Conversations in Black Freedom Studies (CBFS) is a monthly discussion series held at the Schomburg Center for Research in Black Culture. Curated by Jeanne Theoharis and Komozi Woodard, the series was established as a space to discuss the latest scholarship in Black freedom studies, bringing the campus and community together as scholars and activists challenge the older geography, leadership, ideology, culture, and chronology of Civil Rights historiography. In anticipation of the planned discussion, Stop Killer Cops: Police Brutality, Mass Incarceration, and the Liberal Establishmentscheduled for tomorrow, September 5, we are highlighting the scholarship of two of their guests.

LaShawn Harris is an Associate Professor of History at Michigan State University and Assistant Editor and Book Review Editor for the Journal of African American History. She received her PhD from Howard University in 2007.  She is the author of the prize-winning Sex Workers, Psychics, and Numbers Runners: Black Women in New York City’s Underground Economy (University of Illinois Press, 2016). Sex Workers, Psychics, and Numbers Runners won the Darlene Clark Hine Book Prize (Best Book in African American Women’s and Gender History) from the Organization of American Historians as well as the Philip Taft Book Award (Best Book in American Labor & Working-Class History) from The Labor and Working-Class History Association.

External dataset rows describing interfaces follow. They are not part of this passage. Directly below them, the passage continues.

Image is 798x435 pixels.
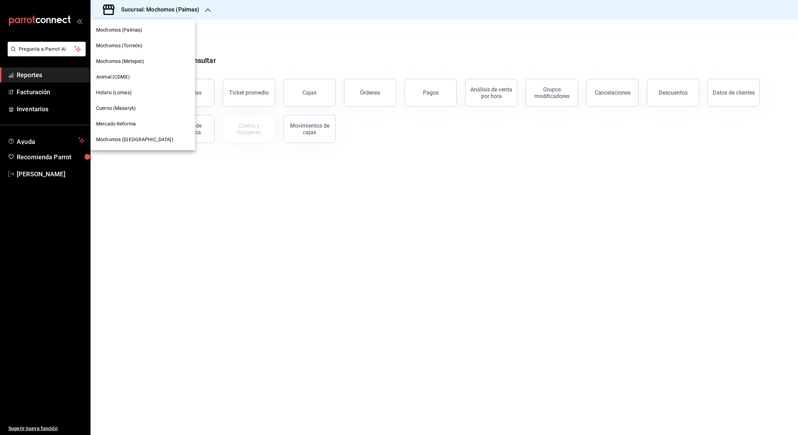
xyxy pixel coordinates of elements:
span: Cuerno (Masaryk) [96,105,136,112]
span: Hotaru (Lomas) [96,89,132,96]
div: Animal (CDMX) [90,69,195,85]
div: Mercado Reforma [90,116,195,132]
div: Mochomos (Palmas) [90,22,195,38]
div: Mochomos (Torreón) [90,38,195,54]
span: Mochomos (Torreón) [96,42,142,49]
div: Cuerno (Masaryk) [90,101,195,116]
div: Mochomos (Metepec) [90,54,195,69]
span: Mercado Reforma [96,120,136,128]
span: Mochomos (Palmas) [96,26,142,34]
span: Mochomos (Metepec) [96,58,144,65]
div: Hotaru (Lomas) [90,85,195,101]
span: Mochomos ([GEOGRAPHIC_DATA]) [96,136,173,143]
div: Mochomos ([GEOGRAPHIC_DATA]) [90,132,195,148]
span: Animal (CDMX) [96,73,130,81]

Max Felker-Kantor teaches courses in twentieth-century American and African American history with a focus on race, politics, and social movements. His articles and book chapters have been published in the Journal of Urban HistoryJournal of Civil and Human RightsBoom CaliforniaBlack and Brown Los Angeles: A Contemporary Reader, the Pacific Historical Review, and the Casden Annual ReviewPolicing Los Angeles: Race, Resistance, and the Rise of the LAPD (2018), Felker-Kantor’s first book, is available from the University of North Carolina Press.